Wanda Gág (1893–1946), There is a Green Hill Far Away—Sewer Pipes in Central Park Posted on July 21st, 2014 by

There is a Green Hill Far Away—Sewer Pipes in Central ParkWanda Gág (1893–1946)
There is a Green Hill Far Away—Sewer Pipes in Central Park, 1929
Brush and ink on sandpaper, 10 x 14 3⁄4 inches
Hillstrom Museum of Art purchase with endowment acquisition funds

After her youth in New Ulm and art studies at the St. Paul School of Art and the Minneapolis School of Art, Gág became one of twelve students in the United States to receive a scholarship to the Art Students League in New York, where she studied under Kenneth Hayes Miller (1876–1952). Drawing is the medium with which the artist is most closely identified, and she wrote, “As a child, I thought drawing was like eating and sleeping.
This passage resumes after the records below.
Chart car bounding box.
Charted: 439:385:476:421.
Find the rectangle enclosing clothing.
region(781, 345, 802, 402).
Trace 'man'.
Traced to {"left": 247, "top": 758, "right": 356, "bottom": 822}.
I could not imagine life without it, and I was astonished when I discovered that many people did not draw at all.” The dating of this work to 1929, a few years after Gág’s critically acclaimed first solo exhibition at the Weyhe Gallery in New York in 1926, derives from references in Gág’s published diaries. The artist indicates the scenery of Central Park as a backdrop to the more mundane sewer pipes of the foreground. When drawing, Gág attempted to show how objects shape the space around them, and she tried to indicate the energy that even simple things such as pipes can have, as can be seen here in the almost electrical aura emanating from the bending pipe at center left. This work was drawn on a piece of “Manning Speed Grits” sandpaper, a medium Gág invented and that she frequently used thereafter. She experimented with sandpaper as a support for lithographs in 1923 and while she ultimately settled on finer grade paper for such prints, out of frugality she began drawing on coarser grade pieces she had already purchased, discovering that she liked the glittery effects of the sand and the resulting depth.

Text from the catalogue for the exhibition The Eight, The Ashcan School, and The American Scene in the Hillstrom Collection, presented in the Hillstrom Museum of Art February 25 through April 21, 2013.